Ronda’s story is raw, heartbreaking, and deeply relatable for anyone carrying a mother wound. At 17, she was sexually assaulted by her mother’s boyfriend — and when she told her mother, she was dismissed, blamed, and called a liar. That betrayal shaped the next 30 years of her life, impacting her relationships, safety, trust, and even her physical health. In this episode, we unpack what survival mode looked like for Ronda: isolation, guarding her heart, struggling at school, and moving through life feeling like everyone eventually hurts you. She shares how her therapist challenged her to write — and how writing turned into publishing two books on Amazon as a way to finally release what she carried alone for decades. This conversation highlights the 3 phases of exiting survival mode:
Self-awareness: naming the truth and recognizing the impact
Reprogramming: choosing support (therapy + psychiatry) and rewriting the narrative
Reinvention: turning pain into purpose and helping other women feel less alone
🎙️ What We Talk About:
Being sexually assaulted at 17 and not being believed by her mother
How betrayal trauma becomes a lifelong “guarded heart”
PTSD + depression and what it’s like to finally get diagnosed later in life
Isolation as a trauma response: “I don’t go outside” + “I don’t trust anyone”
The mother wound and what it does to friendships, identity, and belonging
Trauma in the body: heart symptoms, stress responses, and stored pain
How writing became Ronda’s release — and why she published her story
The pain of repeated betrayal and the lack of accountability from others
What healing looks like when you’re tired of crying and tired of carrying it
🔑 Key Takeaways:
“Some of the deepest trauma is not being protected after you speak up.”
“Isolation can feel safe — but it also steals connection.”
“Your body will start speaking when you’ve been silent too long.”
“Healing starts when you stop holding it in.”
“Your story may be the thing that saves someone else.”
🙌 Why This Episode Matters:
This episode speaks to the women who have survived trauma and then got punished for telling the truth. It’s for the ones who became hyper-independent, guarded, and isolated because trusting people kept hurting. Ronda’s story reminds us that silence isn’t strength — it’s often survival. And survival is not the final destination.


> _EXERCISE DIRECTIONS_: Provide only the number of lines in the listing that contain the word "Vain".

> _RECORDS TO USE_:
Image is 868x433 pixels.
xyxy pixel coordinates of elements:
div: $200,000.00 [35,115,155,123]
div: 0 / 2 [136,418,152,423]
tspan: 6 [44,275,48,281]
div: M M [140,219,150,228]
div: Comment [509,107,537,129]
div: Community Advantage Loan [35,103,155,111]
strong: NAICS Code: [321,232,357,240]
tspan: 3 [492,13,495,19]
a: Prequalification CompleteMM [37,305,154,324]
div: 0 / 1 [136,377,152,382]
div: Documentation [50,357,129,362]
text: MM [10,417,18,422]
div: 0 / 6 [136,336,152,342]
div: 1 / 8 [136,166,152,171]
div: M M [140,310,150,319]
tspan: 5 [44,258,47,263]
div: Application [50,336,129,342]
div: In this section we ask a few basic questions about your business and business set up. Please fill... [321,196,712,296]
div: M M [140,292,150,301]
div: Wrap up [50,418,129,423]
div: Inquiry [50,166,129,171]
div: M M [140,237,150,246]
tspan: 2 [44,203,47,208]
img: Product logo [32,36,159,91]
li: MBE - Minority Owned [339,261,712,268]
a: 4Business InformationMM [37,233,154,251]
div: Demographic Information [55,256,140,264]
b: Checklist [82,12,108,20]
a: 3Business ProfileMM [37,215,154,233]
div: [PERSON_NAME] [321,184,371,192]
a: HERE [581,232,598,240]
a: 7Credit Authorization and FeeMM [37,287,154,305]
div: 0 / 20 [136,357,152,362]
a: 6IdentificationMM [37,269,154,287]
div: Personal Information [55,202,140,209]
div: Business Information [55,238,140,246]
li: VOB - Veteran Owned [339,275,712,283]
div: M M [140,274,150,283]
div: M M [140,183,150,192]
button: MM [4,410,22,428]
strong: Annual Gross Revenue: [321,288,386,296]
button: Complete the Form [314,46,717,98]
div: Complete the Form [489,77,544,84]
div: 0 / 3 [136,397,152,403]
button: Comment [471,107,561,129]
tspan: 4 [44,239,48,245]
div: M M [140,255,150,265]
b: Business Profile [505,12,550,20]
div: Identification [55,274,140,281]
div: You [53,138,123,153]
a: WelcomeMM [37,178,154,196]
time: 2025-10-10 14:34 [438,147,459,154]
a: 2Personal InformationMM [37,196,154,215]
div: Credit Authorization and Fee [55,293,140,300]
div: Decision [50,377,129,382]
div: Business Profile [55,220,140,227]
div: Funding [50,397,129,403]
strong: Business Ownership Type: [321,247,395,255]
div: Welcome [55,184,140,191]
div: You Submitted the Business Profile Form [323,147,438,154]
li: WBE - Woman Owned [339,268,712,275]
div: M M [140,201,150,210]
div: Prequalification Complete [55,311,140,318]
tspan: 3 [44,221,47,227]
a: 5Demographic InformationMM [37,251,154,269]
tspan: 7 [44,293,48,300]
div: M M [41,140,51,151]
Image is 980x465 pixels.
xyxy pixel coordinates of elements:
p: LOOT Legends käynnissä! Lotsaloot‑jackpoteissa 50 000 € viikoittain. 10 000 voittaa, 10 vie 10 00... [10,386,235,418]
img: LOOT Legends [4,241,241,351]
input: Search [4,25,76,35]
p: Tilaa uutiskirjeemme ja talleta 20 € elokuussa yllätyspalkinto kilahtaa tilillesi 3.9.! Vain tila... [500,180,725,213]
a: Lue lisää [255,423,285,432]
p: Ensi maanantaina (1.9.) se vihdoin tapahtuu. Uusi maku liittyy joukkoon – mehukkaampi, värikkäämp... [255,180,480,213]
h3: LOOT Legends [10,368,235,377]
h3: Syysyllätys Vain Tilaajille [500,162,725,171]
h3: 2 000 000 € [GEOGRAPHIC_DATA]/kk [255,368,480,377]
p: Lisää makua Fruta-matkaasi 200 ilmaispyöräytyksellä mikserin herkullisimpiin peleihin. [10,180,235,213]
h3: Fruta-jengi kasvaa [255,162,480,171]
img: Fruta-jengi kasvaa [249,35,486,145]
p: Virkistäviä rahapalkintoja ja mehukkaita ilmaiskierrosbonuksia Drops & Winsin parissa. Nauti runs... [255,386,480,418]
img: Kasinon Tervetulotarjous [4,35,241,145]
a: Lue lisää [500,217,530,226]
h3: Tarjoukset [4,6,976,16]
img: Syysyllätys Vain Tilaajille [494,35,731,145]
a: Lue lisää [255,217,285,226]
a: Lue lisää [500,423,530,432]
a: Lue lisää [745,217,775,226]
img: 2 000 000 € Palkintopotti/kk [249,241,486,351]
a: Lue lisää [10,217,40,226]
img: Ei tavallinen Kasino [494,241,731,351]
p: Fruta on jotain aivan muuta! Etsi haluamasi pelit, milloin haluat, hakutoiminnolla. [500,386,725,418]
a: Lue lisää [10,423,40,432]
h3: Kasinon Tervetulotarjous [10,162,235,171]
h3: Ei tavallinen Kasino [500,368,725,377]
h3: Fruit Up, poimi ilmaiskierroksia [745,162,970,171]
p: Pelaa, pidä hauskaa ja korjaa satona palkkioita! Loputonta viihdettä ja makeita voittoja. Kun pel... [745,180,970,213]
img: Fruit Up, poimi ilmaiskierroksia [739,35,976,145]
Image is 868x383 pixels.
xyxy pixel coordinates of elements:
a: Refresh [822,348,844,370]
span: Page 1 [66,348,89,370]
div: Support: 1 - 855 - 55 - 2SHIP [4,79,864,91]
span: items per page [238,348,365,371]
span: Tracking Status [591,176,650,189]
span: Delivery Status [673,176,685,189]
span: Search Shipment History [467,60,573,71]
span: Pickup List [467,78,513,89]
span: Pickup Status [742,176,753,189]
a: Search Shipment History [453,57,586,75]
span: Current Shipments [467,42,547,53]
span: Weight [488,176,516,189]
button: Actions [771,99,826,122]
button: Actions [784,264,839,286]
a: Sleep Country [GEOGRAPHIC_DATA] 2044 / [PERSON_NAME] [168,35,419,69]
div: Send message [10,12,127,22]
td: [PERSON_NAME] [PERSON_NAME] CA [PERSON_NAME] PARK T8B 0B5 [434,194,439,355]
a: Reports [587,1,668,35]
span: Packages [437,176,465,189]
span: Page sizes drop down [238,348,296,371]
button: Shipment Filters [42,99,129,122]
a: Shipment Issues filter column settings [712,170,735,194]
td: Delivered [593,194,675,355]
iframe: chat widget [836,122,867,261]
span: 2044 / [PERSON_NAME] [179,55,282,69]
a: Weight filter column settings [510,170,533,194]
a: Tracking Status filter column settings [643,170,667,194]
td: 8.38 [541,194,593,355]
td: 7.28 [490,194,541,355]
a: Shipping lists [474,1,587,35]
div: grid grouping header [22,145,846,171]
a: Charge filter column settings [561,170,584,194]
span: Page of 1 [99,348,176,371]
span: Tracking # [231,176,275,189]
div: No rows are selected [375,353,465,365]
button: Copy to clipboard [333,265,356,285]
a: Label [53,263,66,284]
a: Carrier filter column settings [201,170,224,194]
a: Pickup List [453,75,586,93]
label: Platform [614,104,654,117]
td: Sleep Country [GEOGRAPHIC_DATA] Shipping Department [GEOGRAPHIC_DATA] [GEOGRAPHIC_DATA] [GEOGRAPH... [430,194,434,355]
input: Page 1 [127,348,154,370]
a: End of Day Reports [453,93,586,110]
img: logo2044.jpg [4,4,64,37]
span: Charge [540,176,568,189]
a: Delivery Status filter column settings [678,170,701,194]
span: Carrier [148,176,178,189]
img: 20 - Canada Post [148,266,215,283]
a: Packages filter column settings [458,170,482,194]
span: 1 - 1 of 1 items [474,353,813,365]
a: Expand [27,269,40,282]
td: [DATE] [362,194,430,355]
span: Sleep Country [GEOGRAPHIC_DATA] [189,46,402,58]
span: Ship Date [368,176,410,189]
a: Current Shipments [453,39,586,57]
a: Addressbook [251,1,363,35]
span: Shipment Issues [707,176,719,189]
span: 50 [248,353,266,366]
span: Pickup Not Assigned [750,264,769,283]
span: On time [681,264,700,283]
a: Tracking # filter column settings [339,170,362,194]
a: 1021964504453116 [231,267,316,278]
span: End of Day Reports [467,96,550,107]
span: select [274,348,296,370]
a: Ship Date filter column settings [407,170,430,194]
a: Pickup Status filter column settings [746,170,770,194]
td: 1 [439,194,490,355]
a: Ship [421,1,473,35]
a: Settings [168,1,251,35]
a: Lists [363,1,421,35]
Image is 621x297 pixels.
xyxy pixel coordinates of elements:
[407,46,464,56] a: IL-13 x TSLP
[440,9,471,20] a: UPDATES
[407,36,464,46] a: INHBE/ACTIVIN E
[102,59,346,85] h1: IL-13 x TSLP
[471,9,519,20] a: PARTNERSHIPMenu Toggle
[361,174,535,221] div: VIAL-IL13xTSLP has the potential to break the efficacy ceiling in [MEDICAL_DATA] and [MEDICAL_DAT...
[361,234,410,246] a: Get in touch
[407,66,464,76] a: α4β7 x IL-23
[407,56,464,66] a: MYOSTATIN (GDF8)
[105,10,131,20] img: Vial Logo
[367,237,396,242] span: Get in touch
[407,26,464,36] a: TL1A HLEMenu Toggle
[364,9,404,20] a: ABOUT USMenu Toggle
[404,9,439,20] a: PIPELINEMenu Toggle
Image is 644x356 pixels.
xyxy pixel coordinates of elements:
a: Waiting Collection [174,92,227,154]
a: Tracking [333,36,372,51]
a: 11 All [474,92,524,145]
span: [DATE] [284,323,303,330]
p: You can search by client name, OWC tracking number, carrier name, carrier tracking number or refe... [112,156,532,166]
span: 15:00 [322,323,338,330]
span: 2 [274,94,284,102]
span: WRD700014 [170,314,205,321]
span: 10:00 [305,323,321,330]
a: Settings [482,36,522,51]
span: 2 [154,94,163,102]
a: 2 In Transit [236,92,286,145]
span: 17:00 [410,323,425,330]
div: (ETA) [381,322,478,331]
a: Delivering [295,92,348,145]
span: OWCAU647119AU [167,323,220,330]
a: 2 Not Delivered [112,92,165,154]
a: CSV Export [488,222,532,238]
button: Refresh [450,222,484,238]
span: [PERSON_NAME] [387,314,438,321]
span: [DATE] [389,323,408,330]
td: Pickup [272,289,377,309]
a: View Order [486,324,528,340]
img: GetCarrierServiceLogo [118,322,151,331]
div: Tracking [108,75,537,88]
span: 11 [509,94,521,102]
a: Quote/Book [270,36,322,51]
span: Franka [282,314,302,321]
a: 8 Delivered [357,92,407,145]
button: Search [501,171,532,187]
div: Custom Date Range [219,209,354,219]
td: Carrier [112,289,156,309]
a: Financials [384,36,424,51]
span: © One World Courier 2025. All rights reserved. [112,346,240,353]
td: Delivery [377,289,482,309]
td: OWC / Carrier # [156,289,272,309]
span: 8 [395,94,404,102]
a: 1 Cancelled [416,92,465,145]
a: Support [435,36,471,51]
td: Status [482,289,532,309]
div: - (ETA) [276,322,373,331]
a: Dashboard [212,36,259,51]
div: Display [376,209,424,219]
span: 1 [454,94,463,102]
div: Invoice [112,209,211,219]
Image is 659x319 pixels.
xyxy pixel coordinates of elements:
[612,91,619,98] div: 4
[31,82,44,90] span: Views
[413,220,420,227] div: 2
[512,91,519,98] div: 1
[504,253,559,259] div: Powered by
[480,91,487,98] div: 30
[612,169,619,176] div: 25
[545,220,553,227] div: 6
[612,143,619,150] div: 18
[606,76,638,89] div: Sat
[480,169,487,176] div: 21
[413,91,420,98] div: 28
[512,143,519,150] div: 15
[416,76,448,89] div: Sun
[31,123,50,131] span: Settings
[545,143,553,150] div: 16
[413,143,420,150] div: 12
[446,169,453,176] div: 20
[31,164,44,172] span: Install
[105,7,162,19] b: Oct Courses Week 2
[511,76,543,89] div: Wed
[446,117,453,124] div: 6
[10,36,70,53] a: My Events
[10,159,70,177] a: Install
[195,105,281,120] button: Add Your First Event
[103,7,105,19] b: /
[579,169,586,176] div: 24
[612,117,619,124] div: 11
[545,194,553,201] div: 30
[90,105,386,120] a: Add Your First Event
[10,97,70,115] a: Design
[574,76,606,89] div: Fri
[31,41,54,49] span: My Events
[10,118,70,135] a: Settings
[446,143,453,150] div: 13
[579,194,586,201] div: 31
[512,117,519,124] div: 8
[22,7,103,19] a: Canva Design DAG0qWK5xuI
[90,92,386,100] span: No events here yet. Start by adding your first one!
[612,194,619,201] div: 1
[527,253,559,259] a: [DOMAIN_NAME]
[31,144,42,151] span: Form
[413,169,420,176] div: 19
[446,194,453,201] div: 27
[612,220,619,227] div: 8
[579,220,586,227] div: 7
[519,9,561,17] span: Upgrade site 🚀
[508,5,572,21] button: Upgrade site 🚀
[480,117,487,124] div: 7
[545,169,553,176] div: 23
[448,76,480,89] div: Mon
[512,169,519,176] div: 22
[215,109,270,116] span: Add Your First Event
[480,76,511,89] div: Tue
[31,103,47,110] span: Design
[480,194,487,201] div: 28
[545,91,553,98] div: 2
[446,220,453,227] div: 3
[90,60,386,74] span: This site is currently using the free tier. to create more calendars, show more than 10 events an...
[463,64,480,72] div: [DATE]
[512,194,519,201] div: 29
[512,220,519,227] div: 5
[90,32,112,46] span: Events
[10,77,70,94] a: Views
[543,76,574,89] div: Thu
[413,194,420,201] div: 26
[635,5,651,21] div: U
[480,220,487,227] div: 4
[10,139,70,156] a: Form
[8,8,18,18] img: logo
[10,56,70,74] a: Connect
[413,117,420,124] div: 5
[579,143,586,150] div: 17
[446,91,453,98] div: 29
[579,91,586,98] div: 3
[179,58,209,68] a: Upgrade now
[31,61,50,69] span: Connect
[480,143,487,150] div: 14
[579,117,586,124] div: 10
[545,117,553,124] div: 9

> _WRITTEN ANSWER_: 3